It’s true, Podemos is applying our prescriptions four years late. That’s not a problem: it’s a classic political move to implement someone else’s proposals once you’ve gotten them out the way.
But the reason this is more than an irony of my personal experience is that these proposals are being implemented after Spain has already changed. The balance of forces is drastically different from 2016. Back then, Podemos was leading the progressive camp and was Spain’s most powerful force with the mayoralties of many big cities: Madrid, Cádiz, A Coruña, Bilbao, Zaragoza, Barcelona, Valencia . . . We had the wind in our sails; it seemed clear that we were going to take over the government at some point. Moreover, the far right hadn’t yet emerged, the PP was in a dire crisis over its corruption cases, and the national conflict between Catalonia and the Spanish state — helping explain the later rise of Vox — hadn’t yet exploded in all its virulence.

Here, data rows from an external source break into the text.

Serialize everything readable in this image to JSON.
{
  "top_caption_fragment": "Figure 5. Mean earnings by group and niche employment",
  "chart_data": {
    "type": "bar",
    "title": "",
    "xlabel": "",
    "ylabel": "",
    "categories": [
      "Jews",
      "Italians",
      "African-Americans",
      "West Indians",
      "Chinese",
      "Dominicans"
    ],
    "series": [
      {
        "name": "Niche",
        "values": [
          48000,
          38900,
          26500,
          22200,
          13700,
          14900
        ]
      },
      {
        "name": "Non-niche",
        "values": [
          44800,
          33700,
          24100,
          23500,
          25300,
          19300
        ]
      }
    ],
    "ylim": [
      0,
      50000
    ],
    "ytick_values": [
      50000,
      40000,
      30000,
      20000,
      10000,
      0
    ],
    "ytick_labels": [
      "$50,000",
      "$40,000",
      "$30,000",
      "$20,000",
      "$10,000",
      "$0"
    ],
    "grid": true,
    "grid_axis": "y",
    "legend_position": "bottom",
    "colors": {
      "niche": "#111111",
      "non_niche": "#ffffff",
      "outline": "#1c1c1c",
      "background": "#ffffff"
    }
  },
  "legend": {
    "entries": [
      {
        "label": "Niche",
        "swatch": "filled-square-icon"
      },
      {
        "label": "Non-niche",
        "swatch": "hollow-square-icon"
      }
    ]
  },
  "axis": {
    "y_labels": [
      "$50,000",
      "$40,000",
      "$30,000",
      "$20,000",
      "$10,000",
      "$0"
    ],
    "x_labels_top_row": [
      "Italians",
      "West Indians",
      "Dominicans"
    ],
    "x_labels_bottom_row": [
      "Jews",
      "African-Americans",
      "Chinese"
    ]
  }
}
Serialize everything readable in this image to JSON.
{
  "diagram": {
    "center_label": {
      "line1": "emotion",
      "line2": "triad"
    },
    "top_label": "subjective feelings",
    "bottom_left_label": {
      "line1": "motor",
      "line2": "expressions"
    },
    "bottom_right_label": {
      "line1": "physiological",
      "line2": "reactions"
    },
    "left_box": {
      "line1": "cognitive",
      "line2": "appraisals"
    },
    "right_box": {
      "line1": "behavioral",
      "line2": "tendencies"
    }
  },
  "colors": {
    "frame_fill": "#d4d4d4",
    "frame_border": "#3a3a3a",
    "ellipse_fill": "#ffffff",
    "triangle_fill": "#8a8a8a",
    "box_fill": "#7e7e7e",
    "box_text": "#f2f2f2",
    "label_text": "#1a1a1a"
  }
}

In 2016, we negotiated practically on an equal footing with PSOE, either for a government including Podemos or else one reliant on its external support and conditioned by its pressure. There was still the sense that we were on the up, that our ideas were Spain’s ideas. But when an agreement was reached four years later, it came after a notable erosion of both signatories’ forces, and especially that of Podemos, which had lost almost half of its support and much of its intellectual, media, and political leadership capacity. In the meantime, we’ve seen the rise of the far right and — with all the repeat elections — a certain anti-politics. Superficially, it may seem like this is the same climate in which 15-M was born, but it’s the opposite.
So this government emerged with a tactical objective: to stop the Right. That’s understandable, but a much more reformist objective than in previous years. Our aim had been to open a constituent process. In 2015, very radical objectives were set out in very mild words. The current Podemos has very soft objectives with very radical words. It seeks to hold back the Right with inflamed discourse and rhetorical and ideological grandstanding. This is basically the reestablishment of the categories of the bipartidismo that governed Spain since the 1980s, meaning not just two dominant parties but also a small party to the left of the PSOE.
My analysis of what the government is doing? It’s halfway through the legislature and in a good position to change course. But so far it has more in the debt column than to its credit. It has not fulfilled even a fraction of the expectations it raised, despite having social support. Never as in times of pandemic has the Spanish citizenry understood that the common good exists and that a strong state is necessary, not only to pay debts and provide loans but also to intervene in the economy, set a political horizon, and guarantee rights. Moreover, it has the important resource of European funds, with an expansive policy from Brussels, and the possibility of directing them toward a change of model. And, above all, it has a parliamentary majority to do whatever it wants, like repealing the labor reforms that made Spain’s labor market more precarious, ending the “gag law” that restricts the fundamental rights of assembly and expression, regulating the electricity market faced with the energy giants, etc.
But so far this government hasn’t given its supporters much cause to defend it. It has managed the pandemic in a more socially sensitive way than the PP would have done. But that isn’t enough to keep it in office. It needs to produce real, far-reaching transformations in citizens’ lives, so that they see that there is a substantial difference between the Right and a progressive coalition governing. Today, most citizens watch the news with immense emotional disenchantment. When this cynicism spreads that everything is a lie and the only truth is the “nature” of the market, this always translates into reactionary results.